T. S. Eliot’s “cruelest month” has been kind to Bradford Morrow. This April, the novelist, editor, and Bard College professor received a Guggenheim Fellowship. Two weeks later, he learned that he’d won the PEN/Nora Magid Award for his excellence in the editing of the literary journal Conjunctions.
How is he planning to celebrate? By working of course.
Morrow plans to spend his “Guggenheim year” concentrating on his novel-in-progress, The Prague Sonatas. “I’ve had it in my head for a decade at least; I have mountains of notes. I’ll finally have time to pull together everything I’ve been thinking about,” he exults. “I adore it as you would an unborn child—it’s not here yet, but I know I’m going to love it.”
Morrow has already fathered five novels—Come Sunday, The Almanac Branch (a PEN/Faulkner finalist), Trinity Fields (winner of an Academy Award from the American Academy of Arts and Letters), Giovanni’s Gift, and Ariel’s Crossing; he’s just finished a new novel with the working title The Diviner’s Tale. He’s also published five collections of poetry, and just released his first children’s book, DIDN’T Didn’t Do It, a deft feat of linguistic gymnastics with illustrations by Gahan Wilson.
Morrow writes like an architect, using intricate mathematical structures to create three-dimensional worlds full of beauty and light. Jonathan Safran Foer (a former student and guest editor of a 2000 issue of The Review of Contemporary Fiction devoted to Morrow’s work) wrote, “His narratives careen from the American West, to Central America, to the Northeastern United States, connecting these blazing sites like a sign of the zodiac that had never been noticed.” Foer paints Morrow as a “writer of the Americas,” but he could have added a couple of continents. Giovanni’s Gift leapfrogs from rural New Mexico to the churches of Rome; Trinity Fields traces a path from Los Alamos to the killing fields of Southeast Asia.
Morrow’s writing, editing, and teaching career forms its own trinity. It’s hard to say which voice sings lead in the trio: He seems to be going full-throttle in all three directions at once. No wonder the bed in his preternaturally tidy Greenwich Village apartment looks as if no one has slept in it. The walls are lined with books, their library-bound spines in perfect alignment. One of Morrow’s two cats licks her paw on a kilim rug.
Morrow has lived in the Village since 1980, the same year he founded Conjunctions. He also maintains a house in the Catskills, and commutes upstate weekly to teach at Bard. He spends most of his editing time in the city, but retreats upstate for long stretches of composition. He writes in intense bursts, especially when starting a project, but “once I’m embarked, I can work anywhere, anytime.”

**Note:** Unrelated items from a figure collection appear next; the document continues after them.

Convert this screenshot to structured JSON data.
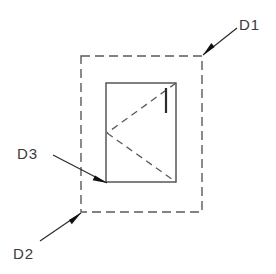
{
  "diagram": {
    "canvas": {
      "width": 276,
      "height": 274,
      "background": "#ffffff"
    },
    "colors": {
      "outline": "#4a4a4a",
      "dashed": "#5a5a5a",
      "leader": "#2b2b2b",
      "text": "#3a3a3a"
    },
    "outer_boundary": {
      "name": "outer-dashed-rectangle",
      "shape": "rectangle",
      "style": "dashed",
      "x": 81,
      "y": 56,
      "width": 121,
      "height": 156,
      "dash": "9 5"
    },
    "inner_part": {
      "name": "inner-solid-rectangle",
      "shape": "rectangle",
      "style": "solid",
      "x": 106,
      "y": 83,
      "width": 70,
      "height": 99
    },
    "internal_lines": [
      {
        "name": "dashed-diagonal-upper",
        "style": "dashed",
        "x1": 176,
        "y1": 83,
        "x2": 107,
        "y2": 133
      },
      {
        "name": "dashed-diagonal-lower",
        "style": "dashed",
        "x1": 107,
        "y1": 133,
        "x2": 176,
        "y2": 182
      },
      {
        "name": "solid-tick-mark",
        "style": "solid",
        "x1": 166,
        "y1": 88,
        "x2": 166,
        "y2": 113
      }
    ],
    "callouts": [
      {
        "id": "D1",
        "label": "D1",
        "target": "outer-dashed-rectangle-top-right-corner",
        "leader": {
          "x1": 237,
          "y1": 28,
          "x2": 203,
          "y2": 55
        },
        "arrow_at": {
          "x": 203,
          "y": 55
        },
        "text_pos": {
          "x": 239,
          "y": 30
        },
        "text_anchor": "start"
      },
      {
        "id": "D2",
        "label": "D2",
        "target": "outer-dashed-rectangle-bottom-left-corner",
        "leader": {
          "x1": 40,
          "y1": 241,
          "x2": 81,
          "y2": 213
        },
        "arrow_at": {
          "x": 81,
          "y": 213
        },
        "text_pos": {
          "x": 13,
          "y": 259
        },
        "text_anchor": "start"
      },
      {
        "id": "D3",
        "label": "D3",
        "target": "inner-solid-rectangle-bottom-left-corner",
        "leader": {
          "x1": 53,
          "y1": 155,
          "x2": 107,
          "y2": 183
        },
        "arrow_at": {
          "x": 107,
          "y": 183
        },
        "text_pos": {
          "x": 17,
          "y": 159
        },
        "text_anchor": "start"
      }
    ]
  }
}
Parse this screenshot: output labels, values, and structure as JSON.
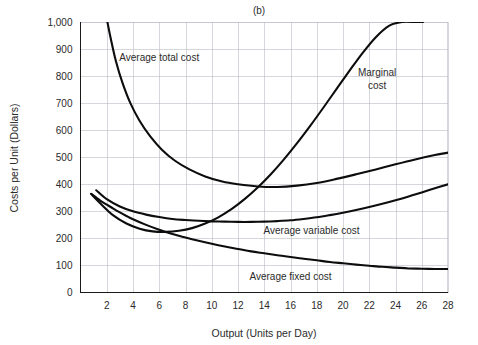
{
  "figure": {
    "panel_title": "(b)",
    "background_color": "#ffffff",
    "curve_color": "#0d0d0d",
    "grid_color": "#b9bdc4",
    "axis_color": "#1a1a1a"
  },
  "chart_data": {
    "type": "line",
    "title": "(b)",
    "xlabel": "Output (Units per Day)",
    "ylabel": "Costs per Unit (Dollars)",
    "xlim": [
      0,
      28
    ],
    "ylim": [
      0,
      1000
    ],
    "grid": true,
    "legend": "inline-labels",
    "xticks": [
      2,
      4,
      6,
      8,
      10,
      12,
      14,
      16,
      18,
      20,
      22,
      24,
      26,
      28
    ],
    "xtick_labels": [
      "2",
      "4",
      "6",
      "8",
      "10",
      "12",
      "14",
      "16",
      "18",
      "20",
      "22",
      "24",
      "26",
      "28"
    ],
    "yticks": [
      0,
      100,
      200,
      300,
      400,
      500,
      600,
      700,
      800,
      900,
      1000
    ],
    "ytick_labels": [
      "0",
      "100",
      "200",
      "300",
      "400",
      "500",
      "600",
      "700",
      "800",
      "900",
      "1,000"
    ],
    "series": [
      {
        "name": "Average total cost",
        "label": "Average total cost",
        "label_x": 6.0,
        "label_y": 855,
        "x": [
          2.05,
          2.3,
          2.7,
          3.2,
          3.8,
          4.5,
          5.3,
          6.2,
          7.2,
          8.3,
          9.5,
          10.8,
          12.0,
          13.5,
          15.0,
          16.5,
          18.0,
          19.5,
          21.0,
          22.5,
          24.0,
          25.5,
          27.0,
          28.0
        ],
        "y": [
          1000,
          940,
          855,
          775,
          700,
          635,
          578,
          528,
          487,
          455,
          429,
          410,
          400,
          392,
          390,
          395,
          405,
          420,
          437,
          455,
          474,
          492,
          508,
          517
        ]
      },
      {
        "name": "Marginal cost",
        "label": "Marginal cost",
        "label_x": 22.6,
        "label_y": 800,
        "label_line2": "cost",
        "x": [
          0.8,
          1.5,
          2.5,
          3.5,
          4.5,
          5.5,
          6.5,
          7.5,
          8.5,
          9.5,
          10.5,
          11.5,
          12.5,
          13.5,
          14.5,
          15.5,
          16.5,
          17.5,
          18.5,
          19.5,
          20.5,
          21.5,
          22.5,
          23.5,
          24.5,
          25.5,
          26.1
        ],
        "y": [
          365,
          330,
          285,
          255,
          236,
          226,
          224,
          228,
          238,
          255,
          278,
          308,
          345,
          388,
          437,
          492,
          552,
          616,
          683,
          752,
          820,
          886,
          944,
          986,
          1000,
          1000,
          1000
        ]
      },
      {
        "name": "Average variable cost",
        "label": "Average variable cost",
        "label_x": 17.6,
        "label_y": 215,
        "x": [
          1.2,
          2.0,
          3.0,
          4.0,
          5.0,
          6.0,
          7.0,
          8.0,
          9.0,
          10.0,
          11.0,
          12.0,
          13.0,
          14.0,
          15.0,
          16.0,
          17.0,
          18.0,
          19.0,
          20.0,
          21.0,
          22.0,
          23.0,
          24.0,
          25.0,
          26.0,
          27.0,
          28.0
        ],
        "y": [
          378,
          345,
          318,
          300,
          288,
          279,
          272,
          268,
          265,
          263,
          262,
          261,
          261,
          262,
          264,
          267,
          272,
          278,
          286,
          295,
          305,
          316,
          328,
          341,
          355,
          370,
          385,
          400
        ]
      },
      {
        "name": "Average fixed cost",
        "label": "Average fixed cost",
        "label_x": 16.0,
        "label_y": 48,
        "x": [
          0.85,
          1.5,
          2.0,
          2.5,
          3.0,
          3.5,
          4.0,
          5.0,
          6.0,
          7.0,
          8.0,
          9.0,
          10.0,
          11.0,
          12.0,
          13.0,
          14.0,
          15.0,
          16.0,
          17.0,
          18.0,
          19.0,
          20.0,
          21.0,
          22.0,
          23.0,
          24.0,
          25.0,
          26.0,
          27.0,
          28.0
        ],
        "y": [
          364,
          340,
          325,
          310,
          296,
          283,
          271,
          250,
          232,
          216,
          203,
          191,
          180,
          170,
          161,
          152,
          145,
          138,
          131,
          125,
          119,
          113,
          108,
          103,
          99,
          95,
          92,
          89,
          88,
          87,
          87
        ]
      }
    ]
  }
}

Morrow’s voice has the flattened vowels and lilt of his native Colorado, and, in spite of his polished black shoes and the round dark-framed glasses he takes on and off, he retains an air of the Western outdoors. His complexion is ruddy, and his hay-colored hair seems more in tune with the wind than the comb. He’s proud of his “pioneer stock”: His paternal grandfather founded a miners’ hospital in Steamboat Springs, Colorado; his maternal ancestors homesteaded in Willa Cather’s Nebraska.
His mother was “a great storyteller” who spun “tales of the old days, narrated with great passion and intensity. I can still hear her stories in my head: The snake that got into the chicken coop, hiding from tornadoes, the lean times after my grandfather lost his farm.”
Morrow’s father recruited scientific talent for aerospace programs and secretive projects his son later came to connect with high-tech weaponry. Both parents were outdoor enthusiasts, driving their children all over the Four Corners states. “Those landscapes are just seared into my memory,” says Morrow.
Trinity Fields opens with a trio of boys joyriding toward Santuario Chimayo, an adobe church built on a site sacred to ancient indigenous peoples. “That one little valley, so near where the atom bomb was,” he says, “politics, secularism, and high physics represented by the one place [Los Alamos] and the pure spirituality and sense of the divinity of the Earth itself, the ancient practice of spiritual questing that’s inherent to Chimayo. It’s really the yin-yang of everything. The political and the spiritual are two poles I work with a lot in my writing,” he asserts.